Nasdaq, Goldman and board diversity headlines

Board diversity made headlines over and over in 2020.

The Nasdaq proposed its Board Diversity Rule for companies listed on its exchange. Goldman Sachs warned that it would not underwrite IPOs for companies without diverse board members. California now requires diverse representation on corporate boards in the state. The regulatory changes are what Gouw calls “accelerants” to the diversification work that Sukhinder Sing Cassidy’s theBoardlist and diversity-focused early stage venture funds have been doing for start-ups.

For the already established and public tech giants, the scrutiny and blowback has been stiffer. An analysis of big tech diversity reports shows that these companies now have to work backward to adjust a homogeneous culture rooted in the venture capital ecosystem. Aspiring tech giants may have a chance to disrupt the culture before it continues.

Since Gouw’s new fund is investing in companies expected to go public within a one- to three-year period, the individual LPs in the fund’s network have a quicker route to liquidity, which means a quicker turnaround for that capital. Acrew has naturally built a network of founders and LPs that reflects the racial and multigenerational composition of Acrew’s own team, and in the same way, the new fund’s founding partners expect female and underrepresented minorities with a seat at the shareholder table to organically reinvest their returns in founders that look like them.

“If you want to have more diverse angels and investors for tomorrow’s companies, you have to have access to growth stage opportunities,” Diversify Capital Fund co-founder and theBoardlist founder Sukhinder Singh Cassidy told CNBC.

VCs have a long way to go

The VC community has a long way to go to equitable funding. According to Crunchbase, global female-founded start-ups received just shy of $5 billion in venture funding in 2020, a 27% decrease from the same period in 2019. U.S. venture-backed start-ups raised a record amount of capital in 2020, up 14% from the year before. Despite the record capital raises, funding to female founders fell to a three-year low in 2017. For Black and Latinx founders, the numbers were similarly dismal through the summer.
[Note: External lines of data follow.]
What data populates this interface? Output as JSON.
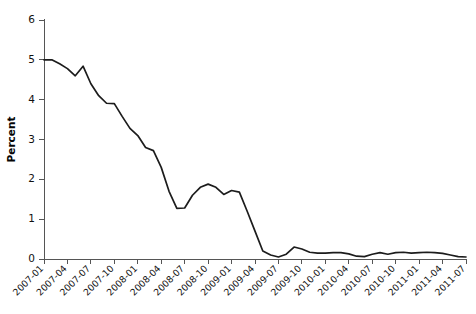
{
  "chart_data": {
    "type": "line",
    "title": "",
    "subtitle": "",
    "xlabel": "",
    "ylabel": "Percent",
    "ylim": [
      0,
      6
    ],
    "yticks": [
      0,
      1,
      2,
      3,
      4,
      5,
      6
    ],
    "ytick_labels": [
      "0",
      "1",
      "2",
      "3",
      "4",
      "5",
      "6"
    ],
    "grid": false,
    "legend": null,
    "legend_position": "none",
    "xtick_labels": [
      "2007-01",
      "2007-04",
      "2007-07",
      "2007-10",
      "2008-01",
      "2008-04",
      "2008-07",
      "2008-10",
      "2009-01",
      "2009-04",
      "2009-07",
      "2009-10",
      "2010-01",
      "2010-04",
      "2010-07",
      "2010-10",
      "2011-01",
      "2011-04",
      "2011-07"
    ],
    "xtick_rotation": 45,
    "line_color": "#1c1c1c",
    "axis_color": "#555555",
    "series": [
      {
        "name": "Percent",
        "x": [
          "2007-01",
          "2007-02",
          "2007-03",
          "2007-04",
          "2007-05",
          "2007-06",
          "2007-07",
          "2007-08",
          "2007-09",
          "2007-10",
          "2007-11",
          "2007-12",
          "2008-01",
          "2008-02",
          "2008-03",
          "2008-04",
          "2008-05",
          "2008-06",
          "2008-07",
          "2008-08",
          "2008-09",
          "2008-10",
          "2008-11",
          "2008-12",
          "2009-01",
          "2009-02",
          "2009-03",
          "2009-04",
          "2009-05",
          "2009-06",
          "2009-07",
          "2009-08",
          "2009-09",
          "2009-10",
          "2009-11",
          "2009-12",
          "2010-01",
          "2010-02",
          "2010-03",
          "2010-04",
          "2010-05",
          "2010-06",
          "2010-07",
          "2010-08",
          "2010-09",
          "2010-10",
          "2010-11",
          "2010-12",
          "2011-01",
          "2011-02",
          "2011-03",
          "2011-04",
          "2011-05",
          "2011-06",
          "2011-07"
        ],
        "values": [
          5.0,
          5.0,
          4.9,
          4.78,
          4.6,
          4.84,
          4.4,
          4.1,
          3.91,
          3.9,
          3.58,
          3.28,
          3.1,
          2.8,
          2.72,
          2.3,
          1.7,
          1.27,
          1.28,
          1.6,
          1.8,
          1.88,
          1.8,
          1.62,
          1.72,
          1.68,
          1.2,
          0.7,
          0.2,
          0.1,
          0.05,
          0.12,
          0.3,
          0.25,
          0.17,
          0.15,
          0.15,
          0.16,
          0.16,
          0.13,
          0.07,
          0.06,
          0.12,
          0.16,
          0.12,
          0.16,
          0.17,
          0.15,
          0.16,
          0.17,
          0.16,
          0.14,
          0.1,
          0.06,
          0.05
        ]
      }
    ]
  }
}
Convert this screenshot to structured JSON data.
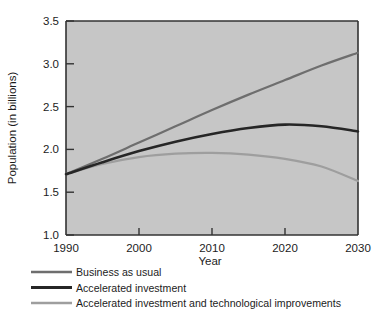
{
  "chart_data": {
    "type": "line",
    "title": "",
    "xlabel": "Year",
    "ylabel": "Population (in billions)",
    "xlim": [
      1990,
      2030
    ],
    "ylim": [
      1.0,
      3.5
    ],
    "grid": false,
    "legend_position": "below",
    "x_ticks": [
      "1990",
      "2000",
      "2010",
      "2020",
      "2030"
    ],
    "y_ticks": [
      "1.0",
      "1.5",
      "2.0",
      "2.5",
      "3.0",
      "3.5"
    ],
    "x": [
      1990,
      1995,
      2000,
      2005,
      2010,
      2015,
      2020,
      2025,
      2030
    ],
    "series": [
      {
        "name": "Business as usual",
        "color": "#6e6e6e",
        "values": [
          1.71,
          1.89,
          2.08,
          2.27,
          2.46,
          2.64,
          2.81,
          2.98,
          3.13
        ]
      },
      {
        "name": "Accelerated investment",
        "color": "#262626",
        "values": [
          1.71,
          1.85,
          1.98,
          2.09,
          2.18,
          2.25,
          2.29,
          2.27,
          2.21
        ]
      },
      {
        "name": "Accelerated investment and technological improvements",
        "color": "#9e9e9e",
        "values": [
          1.71,
          1.83,
          1.91,
          1.95,
          1.96,
          1.94,
          1.89,
          1.8,
          1.63
        ]
      }
    ]
  },
  "legend": {
    "items": [
      {
        "label": "Business as usual",
        "color": "#6e6e6e"
      },
      {
        "label": "Accelerated investment",
        "color": "#262626"
      },
      {
        "label": "Accelerated investment and technological improvements",
        "color": "#9e9e9e"
      }
    ]
  },
  "colors": {
    "plot_background": "#c6c6c6",
    "page_background": "#ffffff",
    "axis": "#333333",
    "text": "#1c1c1c"
  }
}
Acrew’s funds, whether the existing early-stage funds or the new one, do not have a mandate to invest in start-ups that are diverse in their own management ranks, yet 46% of their portfolio companies have underrepresented founders, and 58% are diverse. “It’s been happening organically,” founding partner Lauren Kolodny told CNBC. Quotas and mandates only go so far; Kolodny and Gouw are betting that the best way to create a diverse tech ecosystem is to diversify the people that fund it.

“We hope to see something similar [in the new fund] acknowledging that there are fewer diverse teams at the growth stage. But we absolutely want to back as many diverse founders as we can,” Gouw said.

The new fund has already invested in five companies, and though it has not disclosed the names, the fund’s partners said the founders were drawn to the partnership in part because of DCF’s “single check” philosophy, which brings the network of diverse partners together, making it easier for private companies to do the right thing when seeking capital.

“If you make it simple, people [founders] want to do the right thing, they’re just busy,” Singh Cassidy told CNBC.

Kolodny also emphasized the value of a single fund. “At this stage, these founders don’t want to be managing a bunch of angel checks …They can have many individual investors that represent diversity without managing them on their cap table … it’s a huge benefit.”

Nominations are open for the 2021 CNBC Disruptor 50, a list of private start-ups using breakthrough technology to become the next generation of great public companies. Submit by Friday, Feb. 12, at 3 pm EST.